Katie and Eiryn had been there since before I became the town’s daily headline.
They were the ones I could share anything with, even if I didn’t.
Making friends now seemed laughable. It made me value them, but fear followed like a shadow, the fear that they could meet the same end as my mom.
That one day, I’d snap and murder them just like I’d killed her.
Katie had never shared my concern for her safety, always far more concerned with mine. I swore she wasn’t breathing anymore as I listened to her near-constant stream of consciousness about what I should do.
Until the letter came anyway.
“Are you going to open it?” she asked.
My body was thrumming with anticipation and increasing nausea.
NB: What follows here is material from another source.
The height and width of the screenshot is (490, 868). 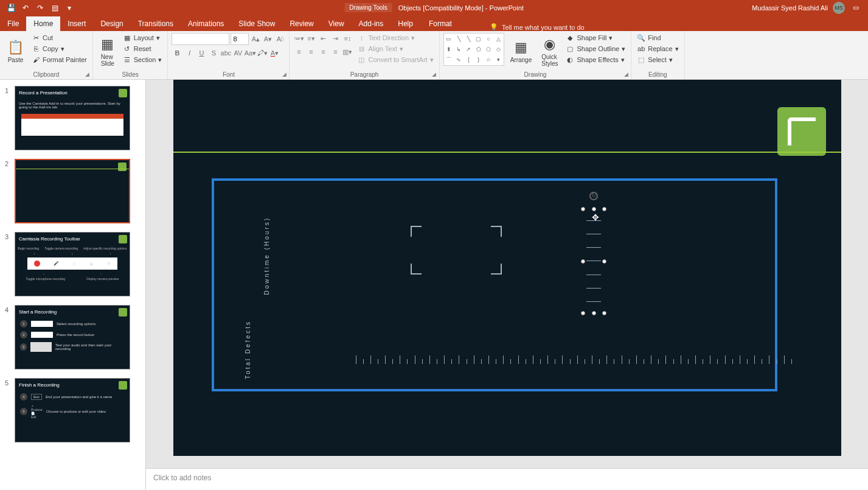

Snatching the letter, I ripped it open and read:
I dropped the letter and looked at Katie.
“I don’t see anything about this place on the internet,” she said, her eyebrows raised, phone in her hand.
I wasn’t surprised. “Makes sense since it’s a secret society.”
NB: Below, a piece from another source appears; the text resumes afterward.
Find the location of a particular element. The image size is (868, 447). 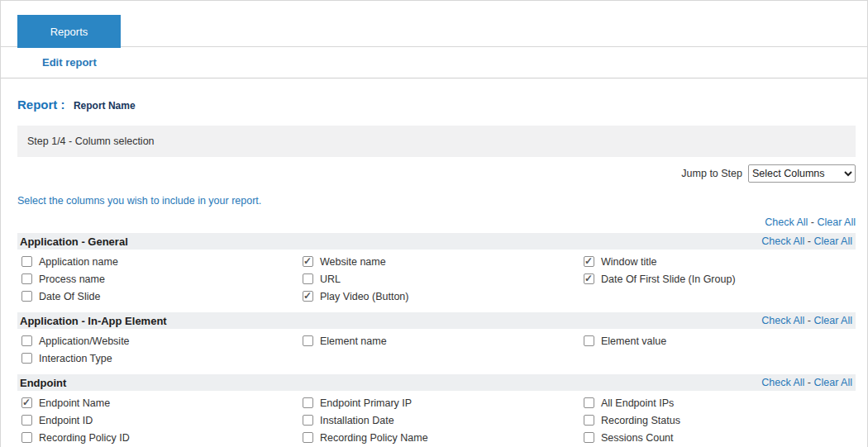

column-item-date-of-first-slide-in-group: Date Of First Slide (In Group) is located at coordinates (723, 279).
Katie pursed her lips. “And Derrick thinks this is a good idea? Sounds sus to me. And by tonight? I’m pretty sure this is how people get kidnapped.”
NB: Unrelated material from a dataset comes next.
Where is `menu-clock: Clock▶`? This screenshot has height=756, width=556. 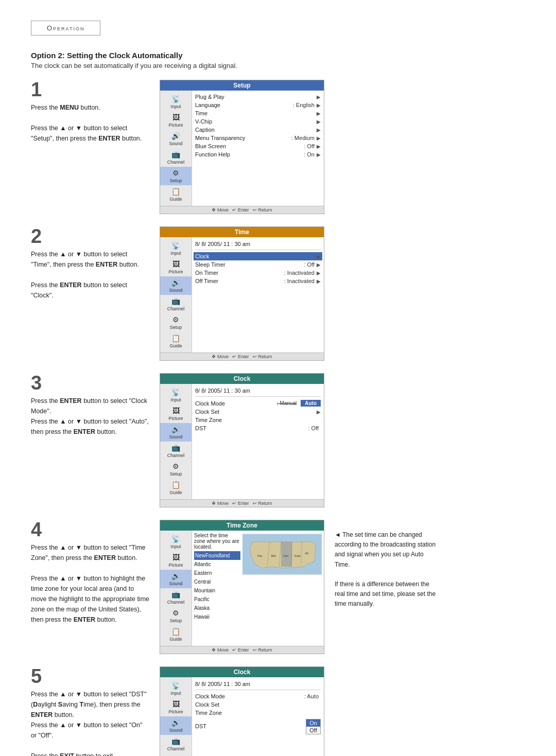 menu-clock: Clock▶ is located at coordinates (258, 256).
“Maybe if I can get kidnapped twice more, the third time will be the charm,” I grumbled.
A frustrated groan sounded as I eyed the letter on my bedspread. It looked like it was written in fountain ink, and the paper was thick, yellow cardstock.
“It is odd,” I said, sighing. “But no one’s scamming Derrick. It must be real. Plus, he said my mom went there, and nothing about her was normal, so this isn’t that strange.”
Katie scowled, one eyebrow shooting up. “It’s also very possible this is where she got involved with the people whom she went into hiding to get away from.”
I grimaced. She had a point.
“So what? You think I should stay here, go to college, and hope no one shows up to kill me, too? Or worse, drag you and your mom into it?”
A flicker of fear crossed her face. “They brought you back, Anna. Why would they come again?”
“I don’t know, but I can’t live my life always looking over my shoulder,” I said.
Katie pursed her lips. “Eiryn isn’t going to like it.”
A soft knock at the door sounded before it opened.
Susan poked her head in. “How’s it going?”
Katie glanced at the letter, then at me. “Not great. You’re going to have to talk her out of this. I’ll give you two a minute.”
She got up and crossed the room, softly shutting the door behind her. Susan sat down at the end of my bed and picked up the letter. We’d talked about Derrick and what he said. I was surprised at how well she took it.
I had waited for her to be shocked, but it never came.
“Why do I get the feeling you know what this place is?” I asked, watching her curiously.
“Anna, do you remember when I told you about losing my sister?” she asked.
I nodded slowly, not sure what this had to do with me.
When I first came to live with Susan and Katie and was still unable to sleep because of my nightmares, Susan would sit up with me at night.
One night, Susan told me about her younger sister who’d disappeared when she was in her early twenties and was never found.
I think part of the reason why she was so kind to me was that she hoped someone out there was being kind to her sister.
“I’ve never told anyone this, but my sister went to this place. She was excited. That’s where she met your mother—Adelyna,” she said.
My heart dropped into my stomach as I recalled the old photo of the three of them.
“Adelyna came to our house. She couldn’t have been any older than you are now.
That was the day we took this photo. She invited my sister to this place—she described it as an opportunity.
My sister had always been different, and she suffered from serious depression.
This sounded like the perfect opportunity for her.
She went and, for the first few months, sent home letters about how much she loved the place.
Then, her letters stopped coming one day.
And she never came home,” Susan said. “It was years later when I saw your mother in town. I couldn’t believe it.
I begged Adelyna to tell me what happened to her, but all she ever did was tear up.
She couldn’t talk about it. After that, she bought the old cabin up the mountain, and you were born.
Her name was Annabelle; we always used to call her Anna. ”
Her words hit me like a hammer. I didn’t know which piece to focus on first. Susan’s sister went to Nightfall. She went missing at this school. Or that she’d had the same name as me.